I still love you. Maybe I always have. Fuck me.

I don’t say that part. Not yet.

“I’m not looking for an exit anymore,” I tell him. “Just needed you to know that. Especially if you’re about to, you know…blow your whole career for me.”

He slides his hand into mine, fingers threading together. “That’s not going to happen,” he says.

I swallow hard. “I hope you’re right.”

But for some reason, I have a feeling this is going to be worse than he thinks.

CHAPTER 29

KAELION

I have preparedfor this meeting the way I prepare for everything: methodically, thoroughly, and without sentiment.

The documentation is immaculate. Disclosure forms, signed and timestamped. A formal request for supervisory reassignment, citing the university's own conduct framework. A summary of Walker's research trajectory—her output, her citations, her timeline—presented without flourish, because it needs none. The work speaks for itself. It always has.

I know these people. I've sat on this committee. I've chaired it. I know which arguments land and which ones provoke, and I have no intention of provoking anyone today.

I intend to be civil. Precise. Impossible to argue with.

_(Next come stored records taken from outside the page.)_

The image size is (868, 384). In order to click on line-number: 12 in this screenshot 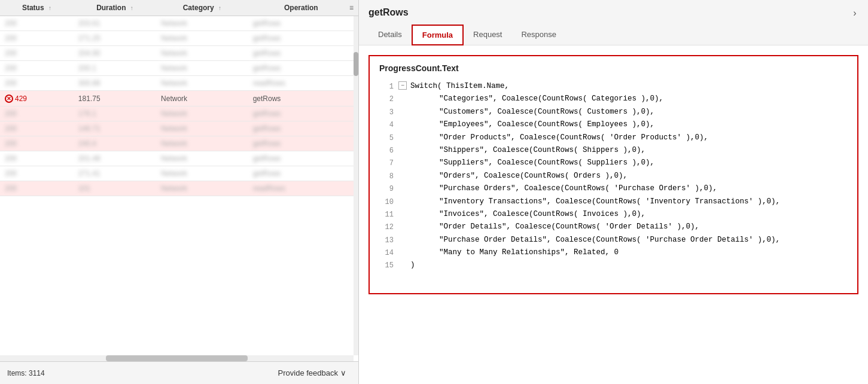, I will do `click(386, 227)`.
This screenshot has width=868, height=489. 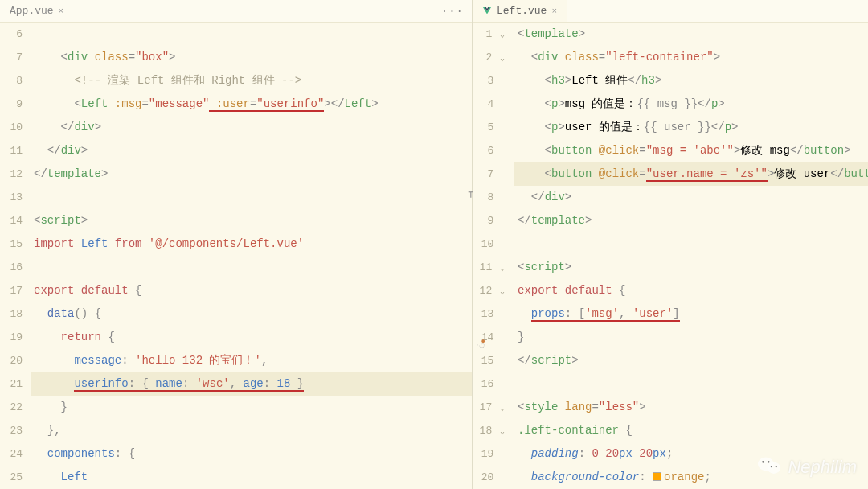 What do you see at coordinates (37, 11) in the screenshot?
I see `tab-app-vue: App.vue ×` at bounding box center [37, 11].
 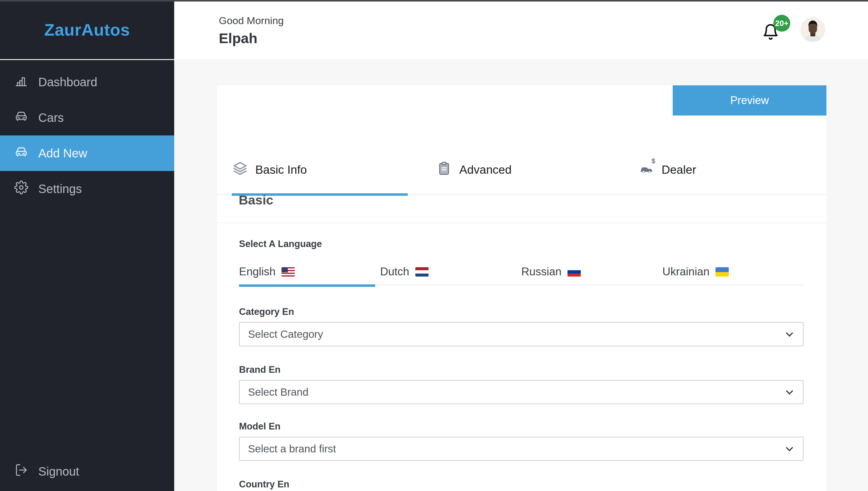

I take my seat at the long table in the Faculty Relations chamber—a room I've always found aggressively beige—and fold my hands. The committee filters in over the next few minutes. Seven members. I know four of them well. The other three are newer appointments, faces I've encountered only at faculty symposia. I nod as they settle. They nod back.

Then Councillor Dresh arrives.

I have known Yenne Dresh for eleven years. A Mlok scientist, she is brilliant, relentlessly political, and has never once madea decision based on anything other than institutional calculus. When we heard the case for Thorne Valtheris years ago, she was the one who advised me on what arguments to make…how to decide what to do.

She takes the chair at the head of the table and doesn't look at me as she opens her agenda file.

I keep my expression neutral.

We begin.

The first twenty minutes proceed exactly as I anticipated. I present the documentation. I explain the timeline. I note that the relationship developed after significant professional collaboration, that I am disclosing proactively and in accordance with policy, and that I am requesting reassignment of supervisory duties effective immediately so that Walker's project can continue without institutional conflict.

"Her research is at a critical stage," I say. "A change in formal supervision need not interrupt her timeline. I've drafted a handover memo. I'm prepared to remain as an informal consultant, if the committee deems that appropriate."

Silence.

Then Councillor Veth—one of the newer faces, a Merati with the particular brand of studied neutrality that tends to precede an unpleasant observation—says: "And the researcher in question. She initiated the relationship?"

"It was mutual," I say.

"But she is human."

"Yes."

"And a doctoral candidate."

"A postdoctoral fellow," I correct, keeping my voice even. "She completed her doctorate at Stanford. She is here on a research fellowship, not as a student."

Veth nods slowly, as if I've said something he'll want to return to later.